Beaming Beyond Limits: Emerging Microwave Power Transfer Technologies

Beaming Beyond Limits: Emerging Microwave Power Transfer Technologies

Ifana Mahbub
Associate Professor and the Texas Instruments Early Career Chair Awardee
University of Texas at Dallas

Abstract:

This presentation explores the cutting edge of long-range microwave-based power beaming (WPB), aimed at enabling untethered, persistent energy delivery for next-generation aerospace and space systems. The talk will present emerging technologies and system architectures that address key challenges in WPB, including propagation losses due to attenuation, misalignment, and phase incoherence. The talk highlights innovations in high-gain, high-efficiency beamforming at both the transmitter (TX) and receiver (RX), using phased array antennas and metasurfaces that dynamically control amplitude and phase to create narrow, steerable beams. Strategies for optimizing RX placement and sizing based on TX performance and distance to maximize the energy capture and beam collection efficiency will be covered. Additionally, novel rectifier-based energy harvesting circuits that enable efficient RF-to-DC conversion over a wide input-power dynamic range will be presented. Various systems will be evaluated across multiple frequency bands, covering both single TX-RX configurations and distributed WPB architectures, with a focus on delivering reliable, on-demand energy in dynamic and infrastructure-limited environments such as aerial, orbital, and lunar platforms.

Speaker’s Bio:

Dr. Ifana Mahbub is an Associate Professor and the Texas Instruments Early Career Chair Awardee in the Department of Electrical and Computer Engineering at the University of Texas at Dallas, where she leads the Integrated Biomedical, RF Circuits and Systems Laboratory (iBioRFCASL). Her research spans wireless power transfer for implantable and wearable biomedical devices, IoT systems, UAVs, and long-range power beaming using microwave and millimeter-wave technologies. She is particularly focused on developing scalable, efficient, and safe wireless energy delivery systems that enable untethered operation in dynamic or infrastructure-limited environments.

Dr. Mahbub received her B.Sc. degree (2012) in Electrical and Electronic Engineering from the Bangladesh University of Engineering and Technology, and her Ph.D. degree (2017) in Electrical Engineering from the University of Tennessee, Knoxville. She is the recipient of several prestigious honors, including the NSF CAREER Award (2020), DARPA Young Faculty Award (2021), and the DARPA Director’s Fellowship (2023).

She currently serves as Vice-Chair for the USNC-URSI Commission K and as an Associate Editor for the IEEE Transactions on Antennas and Propagation. She is also a full member of the IEEE MTT-S Technical Committee 25 (Wireless Power Transfer and Energy Conversion) and the IEEE APS Technical Committee on Health and Medicine.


Show all lines from the records below in which the string "school" is present.

→ Entries supplied
══════════════════════════════

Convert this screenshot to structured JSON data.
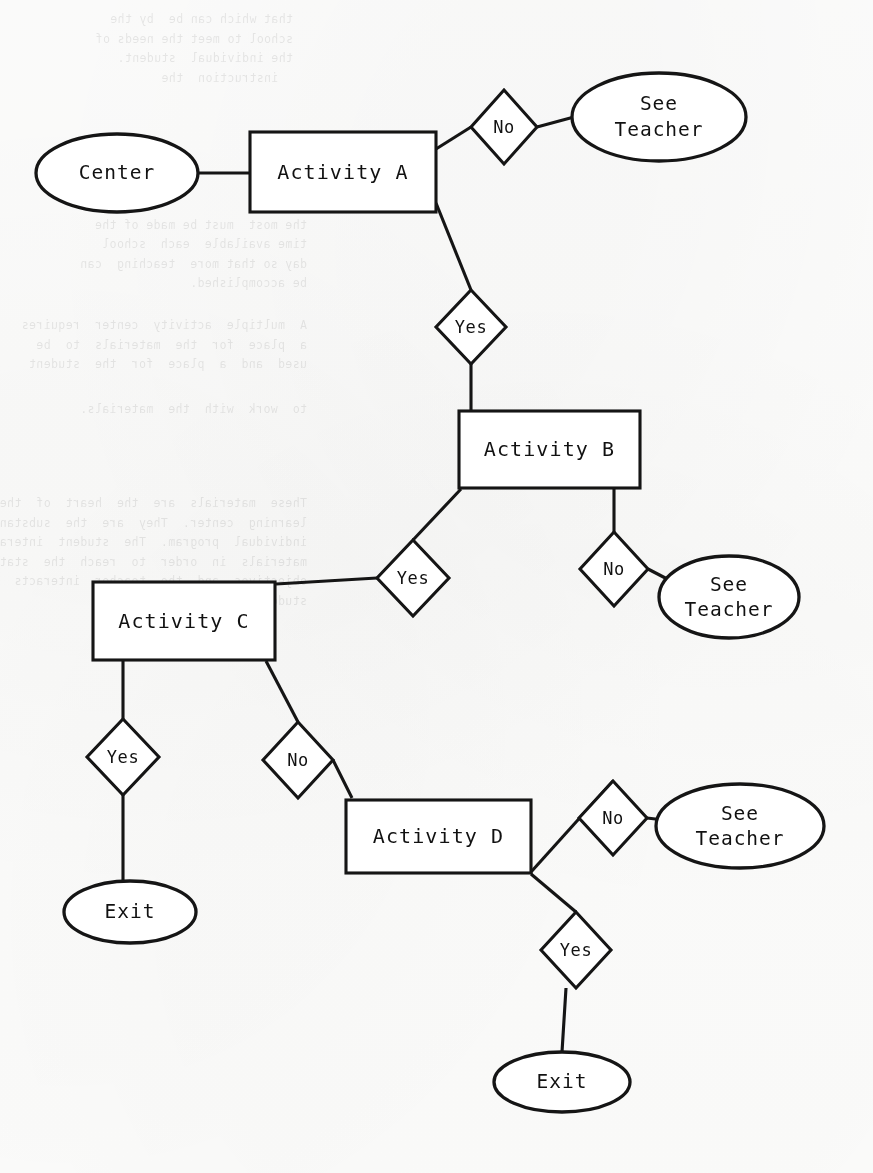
{
  "document": {
    "type": "flowchart",
    "title": "Learning Center Activity Flowchart",
    "background_note": "faint reverse-side typewriter bleed-through"
  },
  "nodes": {
    "center": {
      "id": "center",
      "shape": "ellipse",
      "label": "Center",
      "cx": 117,
      "cy": 173,
      "rx": 81,
      "ry": 39
    },
    "activity_a": {
      "id": "activity-a",
      "shape": "rect",
      "label": "Activity A",
      "x": 250,
      "y": 132,
      "w": 186,
      "h": 80
    },
    "activity_b": {
      "id": "activity-b",
      "shape": "rect",
      "label": "Activity B",
      "x": 459,
      "y": 411,
      "w": 181,
      "h": 77
    },
    "activity_c": {
      "id": "activity-c",
      "shape": "rect",
      "label": "Activity C",
      "x": 93,
      "y": 582,
      "w": 182,
      "h": 78
    },
    "activity_d": {
      "id": "activity-d",
      "shape": "rect",
      "label": "Activity D",
      "x": 346,
      "y": 800,
      "w": 185,
      "h": 73
    },
    "see_teacher_1": {
      "id": "see-teacher-1",
      "shape": "ellipse",
      "label_line1": "See",
      "label_line2": "Teacher",
      "cx": 659,
      "cy": 117,
      "rx": 87,
      "ry": 44
    },
    "see_teacher_2": {
      "id": "see-teacher-2",
      "shape": "ellipse",
      "label_line1": "See",
      "label_line2": "Teacher",
      "cx": 729,
      "cy": 597,
      "rx": 70,
      "ry": 41
    },
    "see_teacher_3": {
      "id": "see-teacher-3",
      "shape": "ellipse",
      "label_line1": "See",
      "label_line2": "Teacher",
      "cx": 740,
      "cy": 826,
      "rx": 84,
      "ry": 42
    },
    "exit_1": {
      "id": "exit-1",
      "shape": "ellipse",
      "label": "Exit",
      "cx": 130,
      "cy": 912,
      "rx": 66,
      "ry": 31
    },
    "exit_2": {
      "id": "exit-2",
      "shape": "ellipse",
      "label": "Exit",
      "cx": 562,
      "cy": 1082,
      "rx": 68,
      "ry": 30
    }
  },
  "decisions": [
    {
      "id": "decision-a-no",
      "label": "No",
      "cx": 504,
      "cy": 127,
      "rx": 33,
      "ry": 37,
      "from": "activity-a",
      "to": "see-teacher-1"
    },
    {
      "id": "decision-a-yes",
      "label": "Yes",
      "cx": 471,
      "cy": 327,
      "rx": 35,
      "ry": 37,
      "from": "activity-a",
      "to": "activity-b"
    },
    {
      "id": "decision-b-yes",
      "label": "Yes",
      "cx": 413,
      "cy": 578,
      "rx": 36,
      "ry": 38,
      "from": "activity-b",
      "to": "activity-c"
    },
    {
      "id": "decision-b-no",
      "label": "No",
      "cx": 614,
      "cy": 569,
      "rx": 34,
      "ry": 37,
      "from": "activity-b",
      "to": "see-teacher-2"
    },
    {
      "id": "decision-c-yes",
      "label": "Yes",
      "cx": 123,
      "cy": 757,
      "rx": 36,
      "ry": 38,
      "from": "activity-c",
      "to": "exit-1"
    },
    {
      "id": "decision-c-no",
      "label": "No",
      "cx": 298,
      "cy": 760,
      "rx": 35,
      "ry": 38,
      "from": "activity-c",
      "to": "activity-d"
    },
    {
      "id": "decision-d-no",
      "label": "No",
      "cx": 613,
      "cy": 818,
      "rx": 34,
      "ry": 37,
      "from": "activity-d",
      "to": "see-teacher-3"
    },
    {
      "id": "decision-d-yes",
      "label": "Yes",
      "cx": 576,
      "cy": 950,
      "rx": 35,
      "ry": 38,
      "from": "activity-d",
      "to": "exit-2"
    }
  ],
  "edges": [
    {
      "id": "edge-center-a",
      "d": "M 198 173 L 250 173"
    },
    {
      "id": "edge-a-no-in",
      "d": "M 436 149 L 471 127"
    },
    {
      "id": "edge-a-no-out",
      "d": "M 537 127 L 574 117"
    },
    {
      "id": "edge-a-yes-in",
      "d": "M 436 203 L 471 290"
    },
    {
      "id": "edge-a-yes-out",
      "d": "M 471 364 L 471 411"
    },
    {
      "id": "edge-b-yes-in",
      "d": "M 461 489 L 413 540"
    },
    {
      "id": "edge-b-yes-out",
      "d": "M 377 578 L 276 584"
    },
    {
      "id": "edge-b-no-in",
      "d": "M 614 489 L 614 532"
    },
    {
      "id": "edge-b-no-out",
      "d": "M 648 569 L 673 582"
    },
    {
      "id": "edge-c-yes-in",
      "d": "M 123 661 L 123 719"
    },
    {
      "id": "edge-c-yes-out",
      "d": "M 123 795 L 123 882"
    },
    {
      "id": "edge-c-no-in",
      "d": "M 266 661 L 298 722"
    },
    {
      "id": "edge-c-no-out",
      "d": "M 333 760 L 352 798"
    },
    {
      "id": "edge-d-no-in",
      "d": "M 531 872 L 613 781"
    },
    {
      "id": "edge-d-no-out",
      "d": "M 647 818 L 672 821"
    },
    {
      "id": "edge-d-yes-in",
      "d": "M 531 874 L 576 912"
    },
    {
      "id": "edge-d-yes-out",
      "d": "M 566 988 L 562 1052"
    }
  ],
  "bleed_text": {
    "note": "illegible reverse-side typewritten text visible through the page",
    "blocks": [
      {
        "x": 580,
        "y": 10,
        "lines": [
          "that which can be  by the",
          "school to meet the needs of",
          "the individual  student.",
          "  instruction  the"
        ]
      },
      {
        "x": 566,
        "y": 196,
        "lines": [
          "Second,",
          "the most  must be made of the",
          "time available  each  school",
          "day so that more  teaching  can",
          "be accomplished."
        ]
      },
      {
        "x": 566,
        "y": 316,
        "lines": [
          "A  multiple  activity  center  requires",
          "a  place  for  the  materials  to  be",
          "used  and  a  place  for  the  student"
        ]
      },
      {
        "x": 566,
        "y": 400,
        "lines": [
          "to  work  with  the  materials."
        ]
      },
      {
        "x": 566,
        "y": 494,
        "lines": [
          "These  materials  are  the  heart  of  the",
          "learning  center.  They  are  the  substance  of  the",
          "individual  program.  The  student  interacts  with  the",
          "materials  in  order  to  reach  the  stated",
          "objectives  and  the  teacher  interacts  with  the",
          "student  and  the  system."
        ]
      }
    ]
  },
  "colors": {
    "ink": "#151515",
    "paper": "#fdfdfc",
    "text": "#111111"
  }
}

══════════════════════════════

→ Exercise solution
          "school to meet the needs of",
          "time available  each  school",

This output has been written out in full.